When I was in university many years ago, I studied history. I didn’t learn a linear collection of facts, I learned feminist history (also known as her-story), varieties of narratives, and that history is complicated. I was happy to learn history this way and I still believe that it’s valuable and necessary. The world IS complicated. Many people have a lot to add to the commonly known facts. But I think we’ve come to a crisis about history and what is true.
In a short little essay, it’s impossible to deeply explore this idea, so this is no more than a brief consideration about a few things that struck me this week.
I like being in Israel in the springtime and I like the spiritual journey that Israel as a country and as a people takes to get to Independence Day. It’s no secret that I consider myself a Zionist. But right around Independence Day there is another commemoration day called Nakba Day. Nakba is the Arabic word for “catastrophe.” On May 15, the Palestinian population marks the catastrophe of a Jewish state being created that at the same time created a refugee crisis.
I think people today consider history to be a story that is told about the past. There are heroes and villains. It’s not a gigantic leap to suspect that each nation is the hero in its own story. Even if we accept that not all heroes are perfect and not all villains are totally evil (a common theme in today’s storytelling), we still kind of need to see a cohesive storyline about the events of the past. We find comfort in cause and effect. It’s sensible and logical. Otherwise, it’s all just chaos and nothing matters. So when we tell ourselves stories about our past, we don’t simply recite facts in chronological order. We want to be entertained.
Wikipedia says that postmodernism is “typically defined by an attitude of skepticism or distrust toward grand narratives, ideologies, and various tenets of Enlightenment rationality, including the existence of objective reality and absolute truth, as well as notions of rationality, human nature, and progress.” We are also told that this is where the idea of relativism comes from, which includes the idea that truth is relative, both yours and mine.
So we circle back to Israel. According to postmodern history, Independence Day and Nakba Day are two equally true truths. From the point of view of Israel, its narrative is that five Arab armies attacked and Israel fought a war to give birth to the state. From the Palestinian point of view, they got kicked out of their homes and a new state was created that had no place for them. Postmodern theory tells us that with these two equally true truths – and the understanding that there may be more equally true truths – here we have a full picture of history.
The problem for me is that without the idea of an objective truth – tangible evidence and a series of provable facts – to balance each narrative against, then what exactly is true about any narrative? It’s true to you and therefore it’s true to everyone? I believe there is a place for narrative, but there also has to be a place to measure that narrative against facts and evidence. Additionally, if two narratives exist in parallel, do they even have to intertwine or can they stand alone and still be true?
Pulling all these thoughts together, I’m led to a spine-chilling fear. History is a story. Our narrative is true. We are heroes in our own stories. Today, we need to tell our stories in 144 characters or less. So the one with the shortest, most compelling, most entertaining, most memorable slogans wins history? After all, the most often repeated narrative becomes the first among equally true truths. I hope that this is not what we have come to.
This short essay is not an attempt to debate the truth of the Nakba or the truth of Independence Day. There are large sections of many libraries doing that without my input. The point of this essay is to suggest that all of us have a responsibility to remember that there are many voices that add to our understanding of the past and we should rejoice in the complexity of the world, but if we allow that all truth is relative and subjective, then everything and nothing is true. Somewhere there is a middle ground where we can have all the voices and a measure of truth.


- **GOAL OF THE EXERCISE**: Copy each line below holding "axis".

- **SOURCE DATA**:
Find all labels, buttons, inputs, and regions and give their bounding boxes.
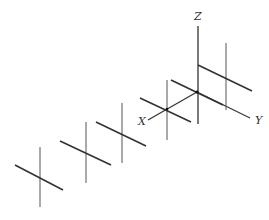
element-6: [15, 147, 63, 207]
origin-point: [195, 90, 198, 93]
element-3-horizontal: [140, 98, 191, 122]
element-6-horizontal: [15, 165, 63, 190]
element-5: [60, 122, 111, 183]
element-1-horizontal: [198, 65, 252, 91]
z-axis-label: Z: [193, 10, 202, 23]
x-axis-junction-point: [166, 108, 169, 111]
element-4: [96, 103, 146, 163]
crossed-dipole-array-diagram: Z Y X: [0, 0, 269, 220]
x-axis-label: X: [137, 115, 147, 128]
element-3: [140, 80, 191, 140]
element-1: [198, 43, 252, 110]
y-axis-label: Y: [255, 114, 264, 127]
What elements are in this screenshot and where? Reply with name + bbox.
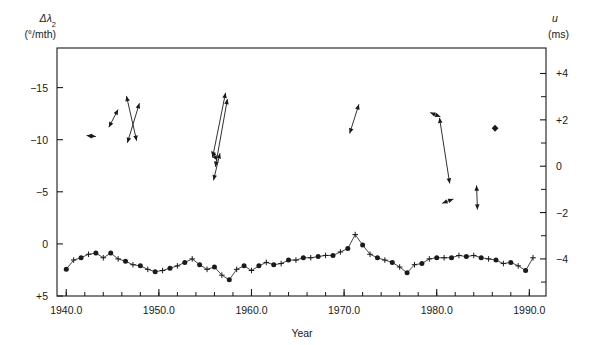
- data-point-circle: [227, 277, 232, 282]
- right-tick-label: −4: [556, 253, 568, 265]
- data-point-circle: [256, 263, 261, 268]
- data-point-circle: [479, 255, 484, 260]
- right-axis-symbol: u: [552, 12, 558, 24]
- data-point-circle: [79, 255, 84, 260]
- data-point-circle: [449, 255, 454, 260]
- data-point-circle: [167, 266, 172, 271]
- data-point-circle: [316, 254, 321, 259]
- data-point-circle: [197, 262, 202, 267]
- right-tick-label: +2: [556, 114, 568, 126]
- chart-background: [0, 0, 604, 345]
- data-point-circle: [360, 243, 365, 248]
- data-point-circle: [93, 251, 98, 256]
- x-tick-label: 1990.0: [513, 304, 545, 316]
- left-tick-label: −5: [36, 186, 48, 198]
- data-point-circle: [108, 251, 113, 256]
- right-axis-units: (ms): [548, 28, 569, 40]
- data-point-circle: [493, 258, 498, 263]
- data-point-circle: [286, 258, 291, 263]
- data-point-circle: [405, 270, 410, 275]
- data-point-circle: [434, 255, 439, 260]
- data-point-circle: [182, 260, 187, 265]
- x-tick-label: 1940.0: [50, 304, 82, 316]
- left-tick-label: −15: [30, 82, 48, 94]
- right-tick-label: +4: [556, 67, 568, 79]
- x-axis-title: Year: [291, 327, 313, 339]
- data-point-circle: [301, 255, 306, 260]
- data-point-circle: [464, 254, 469, 259]
- data-point-circle: [345, 246, 350, 251]
- data-point-circle: [212, 265, 217, 270]
- figure-canvas: Δλ2 (°/mth) u (ms) −15−10−50+5 +4+20−2−4…: [0, 0, 604, 345]
- right-tick-label: 0: [556, 160, 562, 172]
- left-tick-label: 0: [42, 238, 48, 250]
- data-point-circle: [242, 263, 247, 268]
- data-point-circle: [390, 260, 395, 265]
- data-point-circle: [64, 267, 69, 272]
- x-tick-label: 1980.0: [421, 304, 453, 316]
- data-point-circle: [508, 260, 513, 265]
- data-point-circle: [271, 262, 276, 267]
- data-point-circle: [523, 268, 528, 273]
- left-tick-label: −10: [30, 134, 48, 146]
- x-tick-label: 1950.0: [143, 304, 175, 316]
- scientific-chart: Δλ2 (°/mth) u (ms) −15−10−50+5 +4+20−2−4…: [0, 0, 604, 345]
- data-point-circle: [419, 261, 424, 266]
- right-tick-label: −2: [556, 207, 568, 219]
- data-point-circle: [330, 253, 335, 258]
- data-point-circle: [375, 255, 380, 260]
- x-tick-label: 1970.0: [328, 304, 360, 316]
- data-point-circle: [138, 263, 143, 268]
- data-point-circle: [153, 269, 158, 274]
- left-tick-label: +5: [36, 290, 48, 302]
- left-axis-units: (°/mth): [24, 28, 56, 40]
- x-tick-label: 1960.0: [235, 304, 267, 316]
- data-point-circle: [123, 259, 128, 264]
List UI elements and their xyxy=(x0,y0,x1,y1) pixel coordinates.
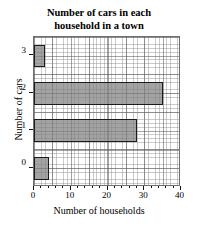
x-tick-label-30: 30 xyxy=(131,190,155,200)
x-tick-minor xyxy=(99,186,100,188)
y-tick-label-3: 3 xyxy=(14,45,26,55)
x-tick-minor xyxy=(92,186,93,188)
x-tick-minor xyxy=(62,186,63,188)
x-tick-minor xyxy=(129,186,130,188)
chart-title-line-2: household in a town xyxy=(14,20,184,33)
x-tick-minor xyxy=(158,186,159,188)
plot-area xyxy=(33,36,180,186)
bar-chart-figure: Number of cars in each household in a to… xyxy=(0,0,198,238)
chart-title: Number of cars in each household in a to… xyxy=(14,7,184,32)
y-tick-2 xyxy=(29,92,33,93)
x-tick-minor xyxy=(84,186,85,188)
x-tick-minor xyxy=(114,186,115,188)
bar-cars-0 xyxy=(34,157,49,180)
x-tick-minor xyxy=(165,186,166,188)
x-tick-minor xyxy=(48,186,49,188)
bar-cars-2 xyxy=(34,82,163,105)
x-tick-label-0: 0 xyxy=(21,190,45,200)
y-tick-3 xyxy=(29,54,33,55)
x-tick-label-20: 20 xyxy=(95,190,119,200)
bar-cars-3 xyxy=(34,45,45,67)
x-tick-minor xyxy=(77,186,78,188)
x-axis-label: Number of households xyxy=(14,205,184,216)
x-tick-label-10: 10 xyxy=(58,190,82,200)
x-tick-minor xyxy=(151,186,152,188)
chart-title-line-1: Number of cars in each xyxy=(47,7,151,18)
y-axis-label: Number of cars xyxy=(13,55,24,165)
x-tick-minor xyxy=(40,186,41,188)
x-tick-label-40: 40 xyxy=(168,190,192,200)
x-tick-minor xyxy=(136,186,137,188)
bar-cars-1 xyxy=(34,119,137,142)
y-tick-1 xyxy=(29,129,33,130)
y-tick-0 xyxy=(29,167,33,168)
x-tick-minor xyxy=(55,186,56,188)
x-tick-minor xyxy=(121,186,122,188)
x-tick-minor xyxy=(173,186,174,188)
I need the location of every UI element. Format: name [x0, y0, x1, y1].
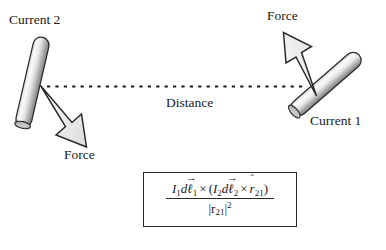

- **COMPLETED EXERCISE**:
z-axis-label: Z: [193, 10, 202, 23]
x-axis-junction-point: [166, 108, 169, 111]
x-axis-label: X: [137, 115, 147, 128]
y-axis-label: Y: [255, 114, 264, 127]
- right-axis-symbol: u: [552, 12, 558, 24]
- right-axis-units: (ms): [548, 28, 569, 40]
- x-axis-title: Year: [291, 327, 313, 339]
- left-axis-units: (°/mth): [24, 28, 56, 40]
x-axis-label: Number of households xyxy=(14,205,184,216)
y-axis-label: Number of cars xyxy=(13,55,24,165)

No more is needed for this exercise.